CoreLogic research showed Sydney’s median home price fell 8.9 per cent over 2018, but buyers still spent millions on surprising properties — some uninhabitable.
They included homes with dangerous defects, others left vacant and abandoned for years and partially completed residences that required hundreds of thousands of dollars to get finished. One of the most rundown properties to sell in recent months was a three-bedroom house on Juliet St in Enmore. It is described by the selling agent as the “Angkor Wat home”. It was given that title due to the trees growing across the collapsing structure of the home, which were similar to the tapestry of roots growing through the ruins of Cambodia’s famous Angkor temple complex.
McGrath selling agent Damien West told The Daily Telegraph shortly after the property was listed that it was the most derelict property he had ever seen. “I don’t think you can get much worse than this,” he said. The Juliet St terrace went on to sell without a car space for $1.255 million.
The sale followed even bigger results in nearby Stanmore, where uninhabitable homes on Stanmore Rd and Railway Avenue sold for $1.46 million and $1.41 million respectively. The latter property was listed packed with the previous owners’ possessions, including an old mattress and books. Walls were riddled with deep cracks and parts of the floors and ceiling had collapsed.
But it wasn’t just rundown properties that fetched surprising prices over the past year. A single basement car spot on Challis Ave in Potts Point sold for $210,000, higher than the price of many of the homes in regional NSW.
And despite the past year of price falls, Sydney house values remain more than $200,000 higher than those in Melbourne even though the cities have similar average wages.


For each line below that includes the string "this", show the whole line.
════════
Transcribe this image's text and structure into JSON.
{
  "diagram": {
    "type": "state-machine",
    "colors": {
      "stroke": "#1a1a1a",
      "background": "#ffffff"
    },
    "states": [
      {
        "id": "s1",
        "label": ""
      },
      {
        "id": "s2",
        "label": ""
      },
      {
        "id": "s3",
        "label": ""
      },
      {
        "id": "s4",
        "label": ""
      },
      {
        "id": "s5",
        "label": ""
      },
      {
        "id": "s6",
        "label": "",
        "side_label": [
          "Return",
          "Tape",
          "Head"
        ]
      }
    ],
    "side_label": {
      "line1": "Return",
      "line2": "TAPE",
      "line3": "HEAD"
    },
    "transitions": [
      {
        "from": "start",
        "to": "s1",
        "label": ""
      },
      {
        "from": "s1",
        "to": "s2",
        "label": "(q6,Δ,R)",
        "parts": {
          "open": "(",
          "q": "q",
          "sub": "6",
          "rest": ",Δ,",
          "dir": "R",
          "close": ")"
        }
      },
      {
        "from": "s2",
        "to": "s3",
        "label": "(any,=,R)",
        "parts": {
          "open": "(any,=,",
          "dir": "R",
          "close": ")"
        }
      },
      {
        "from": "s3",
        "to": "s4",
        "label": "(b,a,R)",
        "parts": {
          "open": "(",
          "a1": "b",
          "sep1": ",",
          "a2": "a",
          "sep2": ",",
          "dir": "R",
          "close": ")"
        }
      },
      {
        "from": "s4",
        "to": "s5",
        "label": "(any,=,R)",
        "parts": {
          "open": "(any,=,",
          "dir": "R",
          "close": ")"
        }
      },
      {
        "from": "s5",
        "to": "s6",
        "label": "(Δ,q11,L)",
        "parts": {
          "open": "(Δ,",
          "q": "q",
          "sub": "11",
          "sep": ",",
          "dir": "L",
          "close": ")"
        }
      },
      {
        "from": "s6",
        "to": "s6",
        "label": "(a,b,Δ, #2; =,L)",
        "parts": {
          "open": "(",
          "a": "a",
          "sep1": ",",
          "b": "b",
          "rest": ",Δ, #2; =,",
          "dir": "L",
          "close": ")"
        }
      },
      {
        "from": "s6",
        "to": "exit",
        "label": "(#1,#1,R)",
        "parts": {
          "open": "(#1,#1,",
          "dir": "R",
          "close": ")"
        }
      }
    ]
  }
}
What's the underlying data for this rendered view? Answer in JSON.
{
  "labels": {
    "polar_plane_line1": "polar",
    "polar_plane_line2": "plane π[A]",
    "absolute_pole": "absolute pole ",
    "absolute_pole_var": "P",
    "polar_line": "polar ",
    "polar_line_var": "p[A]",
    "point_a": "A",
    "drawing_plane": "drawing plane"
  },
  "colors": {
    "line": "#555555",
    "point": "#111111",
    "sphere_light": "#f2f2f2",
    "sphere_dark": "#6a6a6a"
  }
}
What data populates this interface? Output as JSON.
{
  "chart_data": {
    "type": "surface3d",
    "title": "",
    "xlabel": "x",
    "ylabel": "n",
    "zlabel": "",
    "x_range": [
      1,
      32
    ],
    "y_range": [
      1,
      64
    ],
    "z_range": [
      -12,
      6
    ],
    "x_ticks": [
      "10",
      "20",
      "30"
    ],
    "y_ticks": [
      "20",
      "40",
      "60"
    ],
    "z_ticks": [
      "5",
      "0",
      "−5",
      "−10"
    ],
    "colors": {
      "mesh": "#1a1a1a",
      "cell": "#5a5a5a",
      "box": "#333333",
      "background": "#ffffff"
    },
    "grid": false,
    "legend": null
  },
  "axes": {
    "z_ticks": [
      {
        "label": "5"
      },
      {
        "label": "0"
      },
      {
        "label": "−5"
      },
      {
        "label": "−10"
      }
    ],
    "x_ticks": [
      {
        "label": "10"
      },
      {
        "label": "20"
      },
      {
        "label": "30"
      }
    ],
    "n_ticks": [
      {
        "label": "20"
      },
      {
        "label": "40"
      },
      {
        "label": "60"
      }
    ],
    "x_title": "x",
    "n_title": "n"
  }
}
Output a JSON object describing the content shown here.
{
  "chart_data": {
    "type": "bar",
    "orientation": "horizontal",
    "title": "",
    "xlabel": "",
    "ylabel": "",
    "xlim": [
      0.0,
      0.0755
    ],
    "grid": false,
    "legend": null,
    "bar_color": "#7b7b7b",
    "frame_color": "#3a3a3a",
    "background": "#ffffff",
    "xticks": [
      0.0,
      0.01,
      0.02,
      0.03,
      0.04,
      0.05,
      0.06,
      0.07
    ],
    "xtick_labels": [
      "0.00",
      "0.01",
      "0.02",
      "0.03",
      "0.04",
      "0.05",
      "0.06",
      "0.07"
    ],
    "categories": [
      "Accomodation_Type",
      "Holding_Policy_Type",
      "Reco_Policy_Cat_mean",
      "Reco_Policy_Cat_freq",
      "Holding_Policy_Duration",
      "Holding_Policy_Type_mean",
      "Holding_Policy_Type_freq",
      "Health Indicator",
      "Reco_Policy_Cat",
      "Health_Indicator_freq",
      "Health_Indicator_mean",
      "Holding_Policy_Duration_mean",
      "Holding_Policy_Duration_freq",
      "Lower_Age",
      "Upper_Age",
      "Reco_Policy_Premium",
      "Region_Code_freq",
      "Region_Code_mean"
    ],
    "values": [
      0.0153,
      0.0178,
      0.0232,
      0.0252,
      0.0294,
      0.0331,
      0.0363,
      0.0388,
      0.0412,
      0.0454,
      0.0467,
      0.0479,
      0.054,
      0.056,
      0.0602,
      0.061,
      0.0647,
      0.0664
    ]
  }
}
════════
**Written reply**
Transcribe this image's text and structure into JSON.
What's the underlying data for this rendered view? Answer in JSON.
What data populates this interface? Output as JSON.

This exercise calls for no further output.